Widow Vain (Silvertongue)
Their relationship exists in careful equilibrium. She possesses blackmail material on several of his clients and on Marcus personally-damaging secrets he’s worked to bury. He knows enough about her operations to expose her network if pushed. This mutual-destruction standoff keeps them civil but never trusting, each aware that the other could devastate them with a single revelation.
Dorian Sable (Silvertongue)
Occasional collaboration marks their interactions, specifically when art acquisitions benefit from political manipulation. Marcus creates scandals that drive down the perceived value of collectibles and estates, while Dorian swoops in to acquire at dramatically reduced prices.
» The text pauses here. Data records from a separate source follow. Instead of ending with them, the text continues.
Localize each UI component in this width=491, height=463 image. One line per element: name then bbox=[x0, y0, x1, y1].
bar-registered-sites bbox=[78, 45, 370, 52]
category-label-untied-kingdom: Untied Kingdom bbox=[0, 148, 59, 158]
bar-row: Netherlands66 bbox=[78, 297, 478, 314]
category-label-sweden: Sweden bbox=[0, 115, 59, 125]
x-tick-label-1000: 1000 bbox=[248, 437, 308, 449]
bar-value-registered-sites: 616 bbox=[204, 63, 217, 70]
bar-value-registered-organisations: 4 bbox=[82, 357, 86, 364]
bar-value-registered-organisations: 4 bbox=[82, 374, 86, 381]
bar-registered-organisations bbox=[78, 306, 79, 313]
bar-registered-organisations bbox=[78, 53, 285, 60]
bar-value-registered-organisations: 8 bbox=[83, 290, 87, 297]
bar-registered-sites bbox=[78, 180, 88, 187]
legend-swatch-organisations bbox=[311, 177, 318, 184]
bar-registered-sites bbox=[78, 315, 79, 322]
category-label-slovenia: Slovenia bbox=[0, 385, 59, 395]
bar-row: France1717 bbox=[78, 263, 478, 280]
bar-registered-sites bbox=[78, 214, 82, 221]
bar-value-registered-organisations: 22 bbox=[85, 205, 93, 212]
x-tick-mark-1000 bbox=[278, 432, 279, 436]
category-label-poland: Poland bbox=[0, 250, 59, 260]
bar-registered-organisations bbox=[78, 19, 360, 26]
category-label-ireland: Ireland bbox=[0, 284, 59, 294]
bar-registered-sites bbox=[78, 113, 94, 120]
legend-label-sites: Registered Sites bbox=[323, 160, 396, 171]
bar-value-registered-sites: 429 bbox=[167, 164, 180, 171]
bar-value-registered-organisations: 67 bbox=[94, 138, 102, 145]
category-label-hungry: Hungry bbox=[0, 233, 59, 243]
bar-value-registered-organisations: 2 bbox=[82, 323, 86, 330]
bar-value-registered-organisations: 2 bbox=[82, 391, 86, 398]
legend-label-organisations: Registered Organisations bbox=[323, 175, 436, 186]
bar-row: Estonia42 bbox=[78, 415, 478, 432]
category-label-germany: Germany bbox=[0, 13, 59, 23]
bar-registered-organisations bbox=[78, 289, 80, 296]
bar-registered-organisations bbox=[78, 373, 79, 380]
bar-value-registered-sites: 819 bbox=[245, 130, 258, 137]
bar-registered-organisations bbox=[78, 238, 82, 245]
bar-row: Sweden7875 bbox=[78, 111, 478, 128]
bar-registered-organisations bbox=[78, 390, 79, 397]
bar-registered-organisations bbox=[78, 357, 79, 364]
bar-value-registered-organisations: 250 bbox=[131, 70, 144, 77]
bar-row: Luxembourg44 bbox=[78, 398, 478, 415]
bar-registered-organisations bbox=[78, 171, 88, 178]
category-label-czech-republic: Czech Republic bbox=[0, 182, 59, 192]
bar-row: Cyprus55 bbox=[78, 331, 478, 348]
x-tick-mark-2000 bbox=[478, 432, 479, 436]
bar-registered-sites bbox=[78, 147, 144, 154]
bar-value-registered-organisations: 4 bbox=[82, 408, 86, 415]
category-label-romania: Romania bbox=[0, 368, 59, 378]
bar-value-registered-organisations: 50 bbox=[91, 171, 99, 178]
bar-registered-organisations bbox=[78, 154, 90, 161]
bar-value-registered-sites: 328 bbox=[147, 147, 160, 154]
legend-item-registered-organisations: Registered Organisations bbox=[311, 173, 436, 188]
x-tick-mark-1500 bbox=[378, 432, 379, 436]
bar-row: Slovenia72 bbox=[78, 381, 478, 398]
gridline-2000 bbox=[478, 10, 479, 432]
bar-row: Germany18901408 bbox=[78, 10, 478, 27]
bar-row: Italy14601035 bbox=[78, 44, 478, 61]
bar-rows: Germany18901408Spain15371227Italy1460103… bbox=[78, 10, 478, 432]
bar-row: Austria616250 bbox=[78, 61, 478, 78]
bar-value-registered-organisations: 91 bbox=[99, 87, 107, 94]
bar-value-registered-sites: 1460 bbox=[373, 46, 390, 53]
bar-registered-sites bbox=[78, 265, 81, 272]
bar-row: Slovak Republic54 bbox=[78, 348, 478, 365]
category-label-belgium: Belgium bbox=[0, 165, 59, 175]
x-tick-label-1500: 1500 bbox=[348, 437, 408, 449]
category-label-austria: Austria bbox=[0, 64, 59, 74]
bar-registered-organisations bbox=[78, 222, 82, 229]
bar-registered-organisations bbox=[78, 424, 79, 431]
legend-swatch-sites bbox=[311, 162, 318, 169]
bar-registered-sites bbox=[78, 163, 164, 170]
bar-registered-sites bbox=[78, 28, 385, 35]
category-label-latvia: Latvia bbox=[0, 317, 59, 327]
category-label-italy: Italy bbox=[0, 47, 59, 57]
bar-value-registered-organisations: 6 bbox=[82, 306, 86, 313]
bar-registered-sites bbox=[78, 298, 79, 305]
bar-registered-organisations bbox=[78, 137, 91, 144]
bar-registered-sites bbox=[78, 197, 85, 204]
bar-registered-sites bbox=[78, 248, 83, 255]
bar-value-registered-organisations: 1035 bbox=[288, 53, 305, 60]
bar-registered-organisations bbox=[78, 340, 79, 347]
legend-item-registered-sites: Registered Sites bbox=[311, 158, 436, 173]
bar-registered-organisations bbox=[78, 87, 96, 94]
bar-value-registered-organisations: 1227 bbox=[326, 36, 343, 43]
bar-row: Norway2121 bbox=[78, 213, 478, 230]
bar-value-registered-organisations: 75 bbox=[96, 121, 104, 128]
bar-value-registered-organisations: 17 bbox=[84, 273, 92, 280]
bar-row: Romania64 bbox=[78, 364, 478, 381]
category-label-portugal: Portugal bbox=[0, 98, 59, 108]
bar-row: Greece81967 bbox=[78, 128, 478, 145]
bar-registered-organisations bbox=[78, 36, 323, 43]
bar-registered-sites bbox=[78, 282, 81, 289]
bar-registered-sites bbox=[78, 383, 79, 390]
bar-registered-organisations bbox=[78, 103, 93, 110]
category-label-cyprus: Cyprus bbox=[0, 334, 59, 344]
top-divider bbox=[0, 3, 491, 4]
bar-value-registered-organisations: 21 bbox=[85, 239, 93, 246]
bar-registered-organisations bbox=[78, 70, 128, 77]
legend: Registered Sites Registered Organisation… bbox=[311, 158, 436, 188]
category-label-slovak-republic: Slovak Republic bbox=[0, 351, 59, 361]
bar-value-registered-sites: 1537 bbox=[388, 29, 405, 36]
Both profit from these arrangements, maintaining a partnership of convenience built on complementary skill sets.
Cross-Faction
Maren Voltar (Ironheart)
Marcus once attempted to blackmail her with a fabricated scandal, expecting her to fold like his typical targets. Instead, she called his bluff and publicly exposed his tactics, humiliating him before his own clients. He’s avoided direct confrontation since that failure, but she knows he holds a grudge. The question isn’t whether he’ll retaliate, but when and how-and Maren remains vigilant against his eventual revenge.
Orion Flux (Veilwalkers)
One of Marcus’s elaborate false narratives-a carefully constructed web of fabricated evidence and manipulated testimony-was simply erased when Orion corrected the impossibility at its foundation. The Veilwalker’s ability to alter reality makes Marcus’s work meaningless; no narrative survives when someone can literally change what happened. Marcus considers Orion a dangerous, unpredictable element that threatens the very concept of narrative control.
Cipher (Silvertongue)
Despite sharing a faction, they circle each other warily. Cipher deals in real intelligence-verified facts and documented truths-while Marcus deals in manufactured perception. When Cipher’s intel contradicts Marcus’s carefully built fictions, problems arise. They coordinate sometimes when their goals align, but fundamental distrust underlies every interaction. Truth and fiction are natural adversaries, even within Silvertongue.